Abstract

Understanding the underlying physical mechanisms of grain growth/refinement in materials, in particular for nanotwinned (NT) metals with high stacking fault energy (SFE), to manipulate their microstructural stability for performance optimization is a grand challenge in the material community. The characteristic stable grain sizes of metals have been modeled in terms of various physical parameters, whereas there remains a lack of quantitative information regarding the correlation of stable grain size with the underlying mechanism(s) in the light of competition between effective and internal stresses. In this work, we systematically investigated the microstructural evolution of high SFE NT Ni at different loading rates during room temperature creep. It is found that both grain growth at low stresses and grain refinement at high stresses achieved via (de)twinning-mediated processes emerge in NT Ni. Unlike the general belief that the steady-state grain sizes are characteristics of single-phase metals, it is appealing that the stable grain size is strongly dependent on the effective stress. The effective-to-internal stress ratio ηStress plays a critical role in the grain size evolution: grains grow at ηStress < 1, while they refine at ηStress > 1. A stable grain size is reached at ηStress = 1. We further developed a dislocation-based unified model to quantitatively predict the stable grain size of NT Ni achieved in steady-state creep and the steady-state creep strain rate from the perspective of effective stress, which gains insight into plastic deformation processes associated with growth or refinement of grains.

Full Text
Paper version not known

Talk to us

Join us for a 30 min session where you can share your feedback and ask us any queries you have

Schedule a call

Disclaimer: All third-party content on this website/platform is and will remain the property of their respective owners and is provided on "as is" basis without any warranties, express or implied. Use of third-party content does not indicate any affiliation, sponsorship with or endorsement by them. Any references to third-party content is to identify the corresponding services and shall be considered fair use under The CopyrightLaw.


The whole listing should come back exactly as written, except for the pictures.
Excerpted records section start
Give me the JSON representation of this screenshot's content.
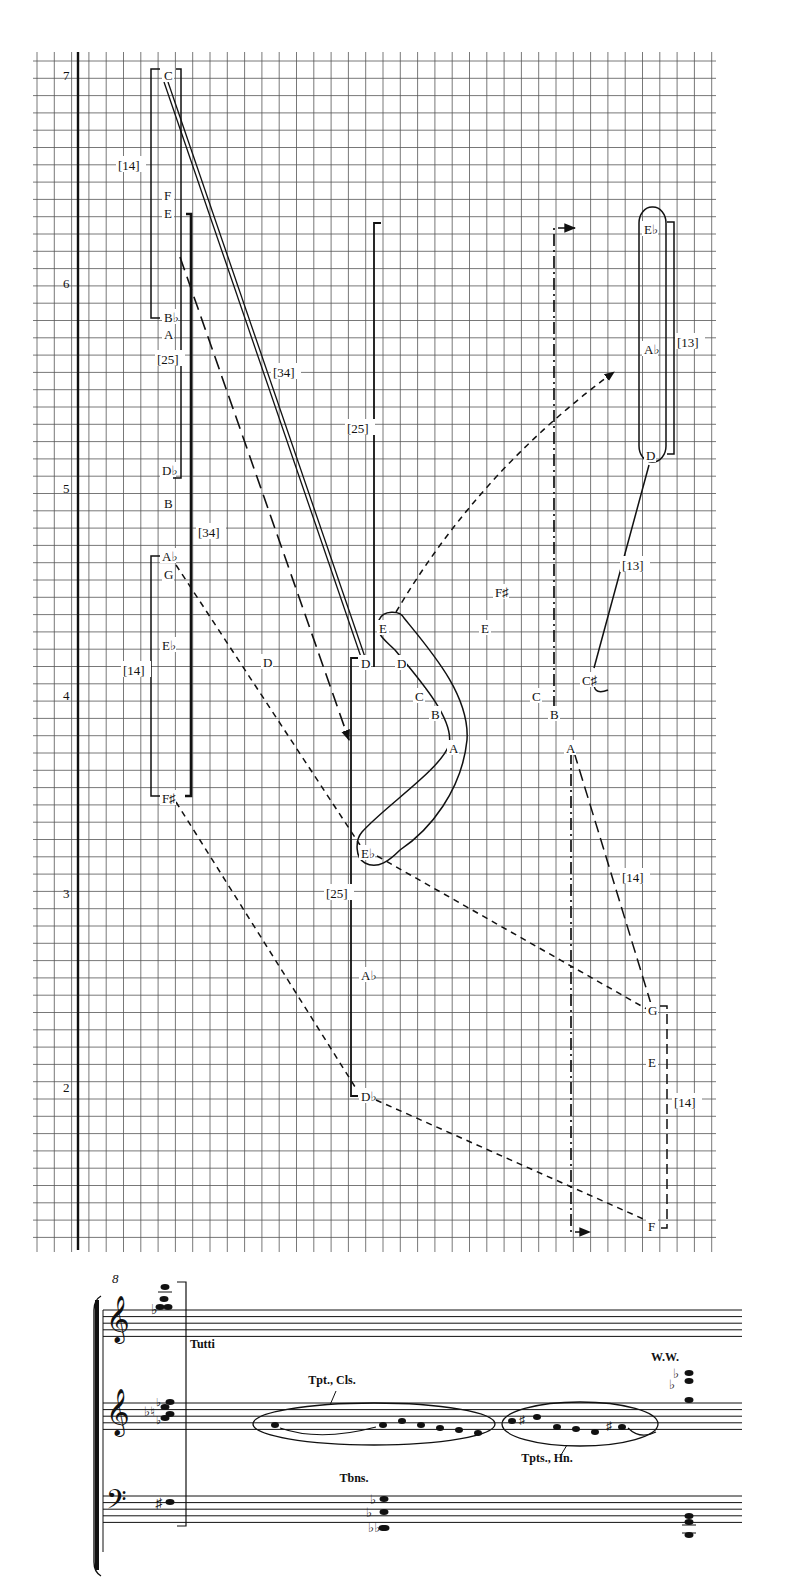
{
  "graph": {
    "grid": {
      "x0": 37,
      "x1": 712,
      "y0": 61,
      "y1": 1240,
      "step": 17.3,
      "color": "#555555"
    },
    "axis": {
      "x": 76,
      "ticks": [
        {
          "label": "7",
          "y": 75
        },
        {
          "label": "6",
          "y": 283
        },
        {
          "label": "5",
          "y": 488
        },
        {
          "label": "4",
          "y": 695
        },
        {
          "label": "3",
          "y": 893
        },
        {
          "label": "2",
          "y": 1087
        }
      ]
    },
    "notes": [
      {
        "id": "n-c-top",
        "label": "C",
        "x": 164,
        "y": 75
      },
      {
        "id": "n-f",
        "label": "F",
        "x": 164,
        "y": 195
      },
      {
        "id": "n-e",
        "label": "E",
        "x": 164,
        "y": 213
      },
      {
        "id": "n-bb",
        "label": "B♭",
        "x": 164,
        "y": 317
      },
      {
        "id": "n-a",
        "label": "A",
        "x": 164,
        "y": 334
      },
      {
        "id": "n-db",
        "label": "D♭",
        "x": 162,
        "y": 470
      },
      {
        "id": "n-b",
        "label": "B",
        "x": 164,
        "y": 503
      },
      {
        "id": "n-ab",
        "label": "A♭",
        "x": 162,
        "y": 556
      },
      {
        "id": "n-g",
        "label": "G",
        "x": 164,
        "y": 574
      },
      {
        "id": "n-eb",
        "label": "E♭",
        "x": 162,
        "y": 645
      },
      {
        "id": "n-fs",
        "label": "F♯",
        "x": 162,
        "y": 798
      },
      {
        "id": "n-d-mid",
        "label": "D",
        "x": 263,
        "y": 662
      },
      {
        "id": "n-d-bar",
        "label": "D",
        "x": 361,
        "y": 663
      },
      {
        "id": "n-e-loop",
        "label": "E",
        "x": 379,
        "y": 628
      },
      {
        "id": "n-d-loop",
        "label": "D",
        "x": 397,
        "y": 663
      },
      {
        "id": "n-c-loop",
        "label": "C",
        "x": 415,
        "y": 696
      },
      {
        "id": "n-b-loop",
        "label": "B",
        "x": 431,
        "y": 714
      },
      {
        "id": "n-a-loop",
        "label": "A",
        "x": 449,
        "y": 748
      },
      {
        "id": "n-eb-low",
        "label": "E♭",
        "x": 361,
        "y": 853
      },
      {
        "id": "n-ab-low",
        "label": "A♭",
        "x": 361,
        "y": 975
      },
      {
        "id": "n-db-low",
        "label": "D♭",
        "x": 361,
        "y": 1096
      },
      {
        "id": "n-fs-right",
        "label": "F♯",
        "x": 495,
        "y": 592
      },
      {
        "id": "n-e-right",
        "label": "E",
        "x": 481,
        "y": 628
      },
      {
        "id": "n-c-right",
        "label": "C",
        "x": 532,
        "y": 696
      },
      {
        "id": "n-b-right",
        "label": "B",
        "x": 550,
        "y": 714
      },
      {
        "id": "n-a-right",
        "label": "A",
        "x": 566,
        "y": 748
      },
      {
        "id": "n-cs",
        "label": "C♯",
        "x": 582,
        "y": 680
      },
      {
        "id": "n-eb-top",
        "label": "E♭",
        "x": 644,
        "y": 229
      },
      {
        "id": "n-ab-top",
        "label": "A♭",
        "x": 644,
        "y": 349
      },
      {
        "id": "n-d-top",
        "label": "D",
        "x": 646,
        "y": 455
      },
      {
        "id": "n-g-right",
        "label": "G",
        "x": 648,
        "y": 1010
      },
      {
        "id": "n-e-low-right",
        "label": "E",
        "x": 648,
        "y": 1062
      },
      {
        "id": "n-f-bottom",
        "label": "F",
        "x": 648,
        "y": 1226
      }
    ],
    "intervals": [
      {
        "label": "[14]",
        "x": 118,
        "y": 165
      },
      {
        "label": "[25]",
        "x": 157,
        "y": 359
      },
      {
        "label": "[34]",
        "x": 273,
        "y": 372
      },
      {
        "label": "[25]",
        "x": 347,
        "y": 428
      },
      {
        "label": "[34]",
        "x": 198,
        "y": 532
      },
      {
        "label": "[14]",
        "x": 123,
        "y": 670
      },
      {
        "label": "[25]",
        "x": 326,
        "y": 893
      },
      {
        "label": "[13]",
        "x": 677,
        "y": 342
      },
      {
        "label": "[13]",
        "x": 622,
        "y": 565
      },
      {
        "label": "[14]",
        "x": 622,
        "y": 877
      },
      {
        "label": "[14]",
        "x": 674,
        "y": 1102
      }
    ]
  },
  "score": {
    "measure_number": "8",
    "tutti_label": "Tutti",
    "instrument_labels": [
      {
        "label": "Tpt., Cls.",
        "x": 332,
        "y": 1384
      },
      {
        "label": "Tpts., Hn.",
        "x": 547,
        "y": 1462
      },
      {
        "label": "Tbns.",
        "x": 354,
        "y": 1482
      },
      {
        "label": "W.W.",
        "x": 665,
        "y": 1361
      }
    ],
    "staves": [
      {
        "name": "upper-treble",
        "clef": "treble",
        "top": 1310
      },
      {
        "name": "middle-treble",
        "clef": "treble",
        "top": 1403
      },
      {
        "name": "bass",
        "clef": "bass",
        "top": 1496
      }
    ]
  }
}
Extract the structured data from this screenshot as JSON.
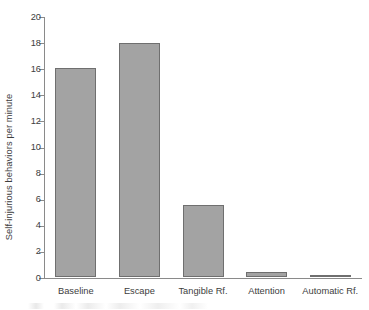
{
  "chart_data": {
    "type": "bar",
    "title": "",
    "subtitle": "",
    "xlabel": "",
    "ylabel": "Self-injurious behaviors per minute",
    "categories": [
      "Baseline",
      "Escape",
      "Tangible Rf.",
      "Attention",
      "Automatic Rf."
    ],
    "values": [
      16.0,
      17.9,
      5.5,
      0.35,
      0.15
    ],
    "series": [
      {
        "name": "Self-injurious behaviors per minute",
        "values": [
          16.0,
          17.9,
          5.5,
          0.35,
          0.15
        ]
      }
    ],
    "ylim": [
      0,
      20
    ],
    "ytick_values": [
      0,
      2,
      4,
      6,
      8,
      10,
      12,
      14,
      16,
      18,
      20
    ],
    "ytick_labels": [
      "0",
      "2",
      "4",
      "6",
      "8",
      "10",
      "12",
      "14",
      "16",
      "18",
      "20"
    ],
    "ytick_interval": 2,
    "grid": false,
    "legend": false,
    "legend_position": "none",
    "annotations": [],
    "colors": {
      "bar_fill": "#a3a3a3",
      "bar_edge": "#6f6f6f",
      "axis": "#8a8a8a",
      "text": "#3d3d3d",
      "background": "#ffffff"
    }
  }
}
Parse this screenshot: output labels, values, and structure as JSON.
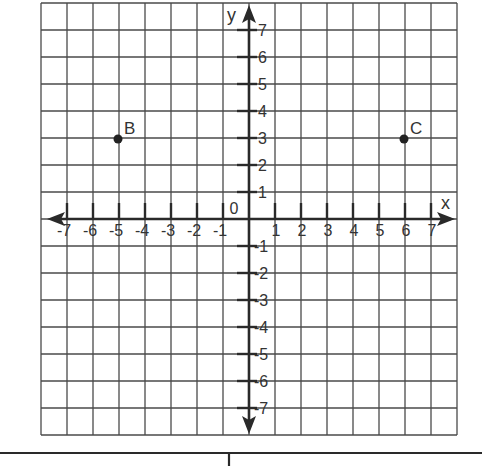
{
  "chart_data": {
    "type": "scatter",
    "title": "",
    "xlabel": "x",
    "ylabel": "y",
    "xlim": [
      -8,
      8
    ],
    "ylim": [
      -8,
      8
    ],
    "grid": true,
    "origin_label": "0",
    "x_ticks": [
      -7,
      -6,
      -5,
      -4,
      -3,
      -2,
      -1,
      1,
      2,
      3,
      4,
      5,
      6,
      7
    ],
    "y_ticks": [
      -7,
      -6,
      -5,
      -4,
      -3,
      -2,
      -1,
      1,
      2,
      3,
      4,
      5,
      6,
      7
    ],
    "points": [
      {
        "label": "B",
        "x": -5,
        "y": 3
      },
      {
        "label": "C",
        "x": 6,
        "y": 3
      }
    ],
    "legend": null
  },
  "colors": {
    "grid": "#4a4a4a",
    "axis": "#2a2a2a",
    "text": "#333333",
    "point": "#222222",
    "background": "#ffffff"
  }
}
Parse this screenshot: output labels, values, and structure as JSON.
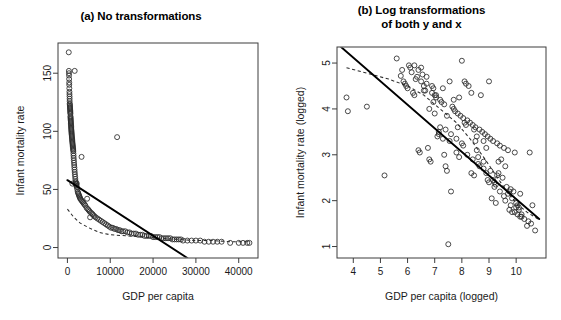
Excerpted records section end
Solution to this exercise
Give me the JSON representation of this screenshot's content.
{
  "graph": {
    "grid": {
      "x0": 37,
      "x1": 712,
      "y0": 61,
      "y1": 1240,
      "step": 17.3,
      "color": "#555555"
    },
    "axis": {
      "x": 76,
      "ticks": [
        {
          "label": "7",
          "y": 75
        },
        {
          "label": "6",
          "y": 283
        },
        {
          "label": "5",
          "y": 488
        },
        {
          "label": "4",
          "y": 695
        },
        {
          "label": "3",
          "y": 893
        },
        {
          "label": "2",
          "y": 1087
        }
      ]
    },
    "notes": [
      {
        "id": "n-c-top",
        "label": "C",
        "x": 164,
        "y": 75
      },
      {
        "id": "n-f",
        "label": "F",
        "x": 164,
        "y": 195
      },
      {
        "id": "n-e",
        "label": "E",
        "x": 164,
        "y": 213
      },
      {
        "id": "n-bb",
        "label": "B♭",
        "x": 164,
        "y": 317
      },
      {
        "id": "n-a",
        "label": "A",
        "x": 164,
        "y": 334
      },
      {
        "id": "n-db",
        "label": "D♭",
        "x": 162,
        "y": 470
      },
      {
        "id": "n-b",
        "label": "B",
        "x": 164,
        "y": 503
      },
      {
        "id": "n-ab",
        "label": "A♭",
        "x": 162,
        "y": 556
      },
      {
        "id": "n-g",
        "label": "G",
        "x": 164,
        "y": 574
      },
      {
        "id": "n-eb",
        "label": "E♭",
        "x": 162,
        "y": 645
      },
      {
        "id": "n-fs",
        "label": "F♯",
        "x": 162,
        "y": 798
      },
      {
        "id": "n-d-mid",
        "label": "D",
        "x": 263,
        "y": 662
      },
      {
        "id": "n-d-bar",
        "label": "D",
        "x": 361,
        "y": 663
      },
      {
        "id": "n-e-loop",
        "label": "E",
        "x": 379,
        "y": 628
      },
      {
        "id": "n-d-loop",
        "label": "D",
        "x": 397,
        "y": 663
      },
      {
        "id": "n-c-loop",
        "label": "C",
        "x": 415,
        "y": 696
      },
      {
        "id": "n-b-loop",
        "label": "B",
        "x": 431,
        "y": 714
      },
      {
        "id": "n-a-loop",
        "label": "A",
        "x": 449,
        "y": 748
      },
      {
        "id": "n-eb-low",
        "label": "E♭",
        "x": 361,
        "y": 853
      },
      {
        "id": "n-ab-low",
        "label": "A♭",
        "x": 361,
        "y": 975
      },
      {
        "id": "n-db-low",
        "label": "D♭",
        "x": 361,
        "y": 1096
      },
      {
        "id": "n-fs-right",
        "label": "F♯",
        "x": 495,
        "y": 592
      },
      {
        "id": "n-e-right",
        "label": "E",
        "x": 481,
        "y": 628
      },
      {
        "id": "n-c-right",
        "label": "C",
        "x": 532,
        "y": 696
      },
      {
        "id": "n-b-right",
        "label": "B",
        "x": 550,
        "y": 714
      },
      {
        "id": "n-a-right",
        "label": "A",
        "x": 566,
        "y": 748
      },
      {
        "id": "n-cs",
        "label": "C♯",
        "x": 582,
        "y": 680
      },
      {
        "id": "n-eb-top",
        "label": "E♭",
        "x": 644,
        "y": 229
      },
      {
        "id": "n-ab-top",
        "label": "A♭",
        "x": 644,
        "y": 349
      },
      {
        "id": "n-d-top",
        "label": "D",
        "x": 646,
        "y": 455
      },
      {
        "id": "n-g-right",
        "label": "G",
        "x": 648,
        "y": 1010
      },
      {
        "id": "n-e-low-right",
        "label": "E",
        "x": 648,
        "y": 1062
      },
      {
        "id": "n-f-bottom",
        "label": "F",
        "x": 648,
        "y": 1226
      }
    ],
    "intervals": [
      {
        "label": "[14]",
        "x": 118,
        "y": 165
      },
      {
        "label": "[25]",
        "x": 157,
        "y": 359
      },
      {
        "label": "[34]",
        "x": 273,
        "y": 372
      },
      {
        "label": "[25]",
        "x": 347,
        "y": 428
      },
      {
        "label": "[34]",
        "x": 198,
        "y": 532
      },
      {
        "label": "[14]",
        "x": 123,
        "y": 670
      },
      {
        "label": "[25]",
        "x": 326,
        "y": 893
      },
      {
        "label": "[13]",
        "x": 677,
        "y": 342
      },
      {
        "label": "[13]",
        "x": 622,
        "y": 565
      },
      {
        "label": "[14]",
        "x": 622,
        "y": 877
      },
      {
        "label": "[14]",
        "x": 674,
        "y": 1102
      }
    ]
  },
  "score": {
    "measure_number": "8",
    "tutti_label": "Tutti",
    "instrument_labels": [
      {
        "label": "Tpt., Cls.",
        "x": 332,
        "y": 1384
      },
      {
        "label": "Tpts., Hn.",
        "x": 547,
        "y": 1462
      },
      {
        "label": "Tbns.",
        "x": 354,
        "y": 1482
      },
      {
        "label": "W.W.",
        "x": 665,
        "y": 1361
      }
    ],
    "staves": [
      {
        "name": "upper-treble",
        "clef": "treble",
        "top": 1310
      },
      {
        "name": "middle-treble",
        "clef": "treble",
        "top": 1403
      },
      {
        "name": "bass",
        "clef": "bass",
        "top": 1496
      }
    ]
  }
}
Extract the structured data from this screenshot as JSON.
{
  "chart_data": {
    "type": "bar",
    "title": "",
    "subtitle": "",
    "xlabel": "",
    "ylabel": "Self-injurious behaviors per minute",
    "categories": [
      "Baseline",
      "Escape",
      "Tangible Rf.",
      "Attention",
      "Automatic Rf."
    ],
    "values": [
      16.0,
      17.9,
      5.5,
      0.35,
      0.15
    ],
    "series": [
      {
        "name": "Self-injurious behaviors per minute",
        "values": [
          16.0,
          17.9,
          5.5,
          0.35,
          0.15
        ]
      }
    ],
    "ylim": [
      0,
      20
    ],
    "ytick_values": [
      0,
      2,
      4,
      6,
      8,
      10,
      12,
      14,
      16,
      18,
      20
    ],
    "ytick_labels": [
      "0",
      "2",
      "4",
      "6",
      "8",
      "10",
      "12",
      "14",
      "16",
      "18",
      "20"
    ],
    "ytick_interval": 2,
    "grid": false,
    "legend": false,
    "legend_position": "none",
    "annotations": [],
    "colors": {
      "bar_fill": "#a3a3a3",
      "bar_edge": "#6f6f6f",
      "axis": "#8a8a8a",
      "text": "#3d3d3d",
      "background": "#ffffff"
    }
  }
}
Parse this screenshot: output labels, values, and structure as JSON.
{
  "chart_data": {
    "type": "scatter",
    "title": "",
    "xlabel": "x",
    "ylabel": "y",
    "xlim": [
      -8,
      8
    ],
    "ylim": [
      -8,
      8
    ],
    "grid": true,
    "origin_label": "0",
    "x_ticks": [
      -7,
      -6,
      -5,
      -4,
      -3,
      -2,
      -1,
      1,
      2,
      3,
      4,
      5,
      6,
      7
    ],
    "y_ticks": [
      -7,
      -6,
      -5,
      -4,
      -3,
      -2,
      -1,
      1,
      2,
      3,
      4,
      5,
      6,
      7
    ],
    "points": [
      {
        "label": "B",
        "x": -5,
        "y": 3
      },
      {
        "label": "C",
        "x": 6,
        "y": 3
      }
    ],
    "legend": null
  },
  "colors": {
    "grid": "#4a4a4a",
    "axis": "#2a2a2a",
    "text": "#333333",
    "point": "#222222",
    "background": "#ffffff"
  }
}
Parse this screenshot: output labels, values, and structure as JSON.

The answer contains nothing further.